● **Listed entries**
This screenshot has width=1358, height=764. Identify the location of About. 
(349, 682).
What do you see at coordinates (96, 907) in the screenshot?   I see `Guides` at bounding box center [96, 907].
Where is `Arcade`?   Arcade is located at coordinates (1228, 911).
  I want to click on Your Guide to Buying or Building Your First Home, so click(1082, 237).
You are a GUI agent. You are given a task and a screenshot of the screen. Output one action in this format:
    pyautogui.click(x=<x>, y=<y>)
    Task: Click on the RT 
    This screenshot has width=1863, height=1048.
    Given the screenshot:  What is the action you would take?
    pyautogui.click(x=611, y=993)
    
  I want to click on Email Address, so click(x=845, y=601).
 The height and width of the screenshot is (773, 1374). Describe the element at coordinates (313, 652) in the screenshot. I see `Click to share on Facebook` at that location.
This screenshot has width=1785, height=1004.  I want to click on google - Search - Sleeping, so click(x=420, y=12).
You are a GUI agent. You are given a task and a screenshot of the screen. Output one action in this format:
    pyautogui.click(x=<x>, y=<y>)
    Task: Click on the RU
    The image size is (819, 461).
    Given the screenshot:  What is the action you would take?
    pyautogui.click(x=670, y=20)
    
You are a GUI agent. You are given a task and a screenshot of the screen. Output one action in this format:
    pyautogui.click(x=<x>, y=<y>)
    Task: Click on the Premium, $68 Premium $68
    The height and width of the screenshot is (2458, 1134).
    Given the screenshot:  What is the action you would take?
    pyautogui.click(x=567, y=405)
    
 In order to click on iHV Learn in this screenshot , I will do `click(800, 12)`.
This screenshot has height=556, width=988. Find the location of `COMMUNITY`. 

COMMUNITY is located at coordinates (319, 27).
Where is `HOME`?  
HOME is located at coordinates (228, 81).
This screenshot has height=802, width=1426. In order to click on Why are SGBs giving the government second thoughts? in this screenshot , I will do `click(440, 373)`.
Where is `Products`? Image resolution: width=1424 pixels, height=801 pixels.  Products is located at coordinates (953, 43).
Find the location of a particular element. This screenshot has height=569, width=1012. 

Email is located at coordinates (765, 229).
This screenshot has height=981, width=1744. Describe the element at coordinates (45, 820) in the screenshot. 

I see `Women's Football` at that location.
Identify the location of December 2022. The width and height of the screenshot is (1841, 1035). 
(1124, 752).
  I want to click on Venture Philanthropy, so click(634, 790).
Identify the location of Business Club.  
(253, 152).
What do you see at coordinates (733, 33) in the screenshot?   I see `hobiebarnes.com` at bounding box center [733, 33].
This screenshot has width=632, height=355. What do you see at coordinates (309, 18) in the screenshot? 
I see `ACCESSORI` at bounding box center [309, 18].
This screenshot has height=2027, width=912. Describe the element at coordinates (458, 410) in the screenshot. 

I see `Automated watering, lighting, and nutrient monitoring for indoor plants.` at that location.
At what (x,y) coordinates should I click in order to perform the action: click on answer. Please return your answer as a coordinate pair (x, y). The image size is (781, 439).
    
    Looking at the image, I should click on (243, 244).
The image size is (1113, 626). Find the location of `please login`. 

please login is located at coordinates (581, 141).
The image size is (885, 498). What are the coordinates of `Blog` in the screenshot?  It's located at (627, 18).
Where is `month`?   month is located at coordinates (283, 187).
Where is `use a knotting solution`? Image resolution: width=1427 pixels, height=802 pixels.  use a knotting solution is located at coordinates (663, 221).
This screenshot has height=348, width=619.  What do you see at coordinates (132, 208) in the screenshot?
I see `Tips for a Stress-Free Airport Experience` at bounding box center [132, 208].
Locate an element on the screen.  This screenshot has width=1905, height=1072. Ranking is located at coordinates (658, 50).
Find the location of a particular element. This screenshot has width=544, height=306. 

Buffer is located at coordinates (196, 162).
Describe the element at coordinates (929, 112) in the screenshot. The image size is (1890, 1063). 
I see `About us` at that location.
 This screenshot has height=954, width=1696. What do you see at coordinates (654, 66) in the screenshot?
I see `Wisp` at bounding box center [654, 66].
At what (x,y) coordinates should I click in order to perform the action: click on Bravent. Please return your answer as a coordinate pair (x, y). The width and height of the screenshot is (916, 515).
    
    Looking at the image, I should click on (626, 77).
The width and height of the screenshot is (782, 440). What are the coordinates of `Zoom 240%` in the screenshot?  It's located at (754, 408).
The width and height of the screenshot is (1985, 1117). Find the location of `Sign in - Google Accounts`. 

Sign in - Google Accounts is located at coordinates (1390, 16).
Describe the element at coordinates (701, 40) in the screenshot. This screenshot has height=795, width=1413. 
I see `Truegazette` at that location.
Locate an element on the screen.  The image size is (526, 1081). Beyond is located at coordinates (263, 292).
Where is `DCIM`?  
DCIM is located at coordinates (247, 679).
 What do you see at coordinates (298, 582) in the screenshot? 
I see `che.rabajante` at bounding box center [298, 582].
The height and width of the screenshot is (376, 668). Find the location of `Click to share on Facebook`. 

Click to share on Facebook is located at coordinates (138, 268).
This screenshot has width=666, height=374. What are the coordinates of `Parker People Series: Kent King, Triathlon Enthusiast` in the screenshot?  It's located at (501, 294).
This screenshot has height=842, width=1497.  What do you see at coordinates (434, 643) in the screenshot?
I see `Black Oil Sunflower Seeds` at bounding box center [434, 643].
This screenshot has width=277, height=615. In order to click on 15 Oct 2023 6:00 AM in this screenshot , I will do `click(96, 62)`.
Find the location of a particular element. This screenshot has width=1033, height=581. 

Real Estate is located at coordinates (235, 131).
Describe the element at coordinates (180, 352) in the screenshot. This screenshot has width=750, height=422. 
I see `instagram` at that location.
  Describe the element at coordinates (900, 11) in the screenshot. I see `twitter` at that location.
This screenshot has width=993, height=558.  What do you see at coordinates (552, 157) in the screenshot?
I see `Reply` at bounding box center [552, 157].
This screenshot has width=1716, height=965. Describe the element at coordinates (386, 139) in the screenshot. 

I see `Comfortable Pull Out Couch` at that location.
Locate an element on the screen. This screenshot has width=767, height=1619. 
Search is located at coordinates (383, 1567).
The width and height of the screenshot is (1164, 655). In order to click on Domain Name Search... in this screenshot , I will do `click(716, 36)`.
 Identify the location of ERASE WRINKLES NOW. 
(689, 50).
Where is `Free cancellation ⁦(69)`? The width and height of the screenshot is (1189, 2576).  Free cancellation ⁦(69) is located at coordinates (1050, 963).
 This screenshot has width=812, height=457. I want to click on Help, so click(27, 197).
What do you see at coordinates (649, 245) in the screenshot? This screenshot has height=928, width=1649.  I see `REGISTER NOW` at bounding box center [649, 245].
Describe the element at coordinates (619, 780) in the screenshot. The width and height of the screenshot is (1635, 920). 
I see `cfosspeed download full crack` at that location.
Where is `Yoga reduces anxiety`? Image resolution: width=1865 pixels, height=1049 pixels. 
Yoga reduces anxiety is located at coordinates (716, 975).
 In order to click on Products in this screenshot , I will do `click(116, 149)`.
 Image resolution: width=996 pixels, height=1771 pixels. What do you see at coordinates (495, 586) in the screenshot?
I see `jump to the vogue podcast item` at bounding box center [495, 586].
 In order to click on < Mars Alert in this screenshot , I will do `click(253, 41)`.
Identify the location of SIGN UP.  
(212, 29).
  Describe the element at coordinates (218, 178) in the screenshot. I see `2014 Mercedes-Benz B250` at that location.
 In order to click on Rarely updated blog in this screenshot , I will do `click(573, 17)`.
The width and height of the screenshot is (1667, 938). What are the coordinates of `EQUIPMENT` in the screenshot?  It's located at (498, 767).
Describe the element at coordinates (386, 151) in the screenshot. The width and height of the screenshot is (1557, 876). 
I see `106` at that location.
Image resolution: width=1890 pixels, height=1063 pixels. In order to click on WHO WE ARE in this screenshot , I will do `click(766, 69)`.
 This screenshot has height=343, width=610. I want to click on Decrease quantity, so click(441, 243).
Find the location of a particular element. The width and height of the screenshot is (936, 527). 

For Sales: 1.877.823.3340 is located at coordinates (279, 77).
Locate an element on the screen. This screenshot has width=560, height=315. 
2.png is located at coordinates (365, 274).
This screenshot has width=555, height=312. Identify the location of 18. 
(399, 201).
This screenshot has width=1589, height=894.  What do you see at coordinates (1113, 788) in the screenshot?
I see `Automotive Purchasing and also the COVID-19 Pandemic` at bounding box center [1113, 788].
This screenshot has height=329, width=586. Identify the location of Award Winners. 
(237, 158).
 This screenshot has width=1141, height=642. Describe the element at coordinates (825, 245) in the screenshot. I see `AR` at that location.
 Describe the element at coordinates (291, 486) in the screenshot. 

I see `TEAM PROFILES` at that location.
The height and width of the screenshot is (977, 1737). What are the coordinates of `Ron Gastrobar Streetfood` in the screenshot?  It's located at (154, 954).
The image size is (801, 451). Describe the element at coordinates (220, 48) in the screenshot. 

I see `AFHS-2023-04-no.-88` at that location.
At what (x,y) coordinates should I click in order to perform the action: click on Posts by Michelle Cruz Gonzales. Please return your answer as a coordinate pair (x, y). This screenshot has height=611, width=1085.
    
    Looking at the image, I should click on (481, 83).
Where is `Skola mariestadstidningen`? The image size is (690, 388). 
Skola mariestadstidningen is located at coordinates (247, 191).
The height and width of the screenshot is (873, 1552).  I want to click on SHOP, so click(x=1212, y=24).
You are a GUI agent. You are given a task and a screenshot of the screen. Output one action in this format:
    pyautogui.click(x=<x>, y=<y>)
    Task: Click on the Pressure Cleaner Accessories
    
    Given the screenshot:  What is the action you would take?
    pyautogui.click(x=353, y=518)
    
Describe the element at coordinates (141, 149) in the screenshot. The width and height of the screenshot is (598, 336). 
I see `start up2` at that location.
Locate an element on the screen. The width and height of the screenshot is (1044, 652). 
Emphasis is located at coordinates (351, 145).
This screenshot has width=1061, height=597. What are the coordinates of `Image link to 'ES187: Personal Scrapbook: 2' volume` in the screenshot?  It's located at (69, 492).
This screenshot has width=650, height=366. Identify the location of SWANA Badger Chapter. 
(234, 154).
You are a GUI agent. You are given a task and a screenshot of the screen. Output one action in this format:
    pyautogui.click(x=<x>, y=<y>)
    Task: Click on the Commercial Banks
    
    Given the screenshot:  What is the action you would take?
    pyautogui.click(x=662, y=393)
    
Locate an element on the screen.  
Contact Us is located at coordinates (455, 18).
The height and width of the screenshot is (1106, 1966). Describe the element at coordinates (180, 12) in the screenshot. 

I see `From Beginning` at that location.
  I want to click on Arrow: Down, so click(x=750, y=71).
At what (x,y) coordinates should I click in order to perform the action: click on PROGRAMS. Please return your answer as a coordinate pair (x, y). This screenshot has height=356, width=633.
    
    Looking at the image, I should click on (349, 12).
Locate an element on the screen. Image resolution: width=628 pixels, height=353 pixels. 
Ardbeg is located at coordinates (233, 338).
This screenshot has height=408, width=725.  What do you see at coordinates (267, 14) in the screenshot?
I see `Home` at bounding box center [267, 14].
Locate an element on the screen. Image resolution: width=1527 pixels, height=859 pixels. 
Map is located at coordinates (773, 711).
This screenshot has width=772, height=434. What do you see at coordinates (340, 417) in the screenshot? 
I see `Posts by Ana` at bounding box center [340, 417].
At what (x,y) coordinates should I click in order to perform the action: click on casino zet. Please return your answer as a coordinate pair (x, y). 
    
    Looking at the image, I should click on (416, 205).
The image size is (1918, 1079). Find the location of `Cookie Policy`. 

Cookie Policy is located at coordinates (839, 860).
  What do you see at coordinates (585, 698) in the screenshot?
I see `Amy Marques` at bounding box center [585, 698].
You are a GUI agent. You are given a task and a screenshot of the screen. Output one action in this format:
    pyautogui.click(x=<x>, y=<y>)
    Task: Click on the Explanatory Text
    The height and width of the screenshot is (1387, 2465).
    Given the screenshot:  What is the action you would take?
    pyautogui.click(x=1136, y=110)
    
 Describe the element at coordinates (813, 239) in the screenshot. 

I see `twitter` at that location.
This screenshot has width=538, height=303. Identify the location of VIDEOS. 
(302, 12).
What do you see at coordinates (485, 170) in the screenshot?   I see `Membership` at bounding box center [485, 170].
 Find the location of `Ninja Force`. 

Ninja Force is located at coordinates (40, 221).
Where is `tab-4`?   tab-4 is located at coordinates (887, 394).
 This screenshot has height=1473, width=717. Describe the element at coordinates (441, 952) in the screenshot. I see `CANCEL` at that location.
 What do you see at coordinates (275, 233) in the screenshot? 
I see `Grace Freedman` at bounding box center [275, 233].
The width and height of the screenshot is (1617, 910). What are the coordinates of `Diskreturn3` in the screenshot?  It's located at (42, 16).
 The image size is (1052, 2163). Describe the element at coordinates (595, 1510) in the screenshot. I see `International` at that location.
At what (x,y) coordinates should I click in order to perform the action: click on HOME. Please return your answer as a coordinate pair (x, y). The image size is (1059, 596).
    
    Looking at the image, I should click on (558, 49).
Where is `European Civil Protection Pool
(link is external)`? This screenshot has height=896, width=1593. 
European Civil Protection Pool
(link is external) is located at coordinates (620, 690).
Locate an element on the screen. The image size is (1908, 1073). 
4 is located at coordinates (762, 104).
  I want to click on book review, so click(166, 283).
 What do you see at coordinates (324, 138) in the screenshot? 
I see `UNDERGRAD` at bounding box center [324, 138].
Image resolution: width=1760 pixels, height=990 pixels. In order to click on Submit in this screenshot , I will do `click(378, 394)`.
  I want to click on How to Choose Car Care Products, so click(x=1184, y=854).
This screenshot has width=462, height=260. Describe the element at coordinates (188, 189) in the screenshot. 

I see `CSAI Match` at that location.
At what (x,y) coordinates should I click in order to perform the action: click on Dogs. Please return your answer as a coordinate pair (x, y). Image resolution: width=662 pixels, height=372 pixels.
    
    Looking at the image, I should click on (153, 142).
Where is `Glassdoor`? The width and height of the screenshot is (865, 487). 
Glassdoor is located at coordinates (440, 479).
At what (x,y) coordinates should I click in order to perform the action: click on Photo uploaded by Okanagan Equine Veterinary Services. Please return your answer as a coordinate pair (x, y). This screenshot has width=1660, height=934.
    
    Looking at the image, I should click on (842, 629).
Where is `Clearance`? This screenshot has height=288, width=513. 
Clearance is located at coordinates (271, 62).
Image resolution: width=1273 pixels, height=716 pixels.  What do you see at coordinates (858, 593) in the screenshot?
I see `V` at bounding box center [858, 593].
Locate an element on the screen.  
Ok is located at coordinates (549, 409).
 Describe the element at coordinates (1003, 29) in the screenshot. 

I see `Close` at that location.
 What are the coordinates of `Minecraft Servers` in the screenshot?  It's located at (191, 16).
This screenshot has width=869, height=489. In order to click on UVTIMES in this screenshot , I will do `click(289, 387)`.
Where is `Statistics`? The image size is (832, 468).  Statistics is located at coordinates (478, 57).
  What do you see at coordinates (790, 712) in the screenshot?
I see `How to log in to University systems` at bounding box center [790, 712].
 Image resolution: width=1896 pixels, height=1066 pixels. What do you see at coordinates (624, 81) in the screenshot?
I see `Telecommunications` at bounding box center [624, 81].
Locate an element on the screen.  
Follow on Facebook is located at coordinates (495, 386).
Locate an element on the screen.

● **Instructions to follow**
Only one stretch of the data above is needed. Restate it word for word, from the line containing "What do you see at coordinates (96, 907)" through the line containing "This screenshot has width=1785, height=1004.", both ends included.

● **Exercise output**
What do you see at coordinates (96, 907) in the screenshot?   I see `Guides` at bounding box center [96, 907].
Where is `Arcade`?   Arcade is located at coordinates (1228, 911).
  I want to click on Your Guide to Buying or Building Your First Home, so click(1082, 237).
You are a GUI agent. You are given a task and a screenshot of the screen. Output one action in this format:
    pyautogui.click(x=<x>, y=<y>)
    Task: Click on the RT 
    This screenshot has width=1863, height=1048.
    Given the screenshot:  What is the action you would take?
    pyautogui.click(x=611, y=993)
    
  I want to click on Email Address, so click(x=845, y=601).
 The height and width of the screenshot is (773, 1374). Describe the element at coordinates (313, 652) in the screenshot. I see `Click to share on Facebook` at that location.
This screenshot has width=1785, height=1004.  I want to click on google - Search - Sleeping, so click(x=420, y=12).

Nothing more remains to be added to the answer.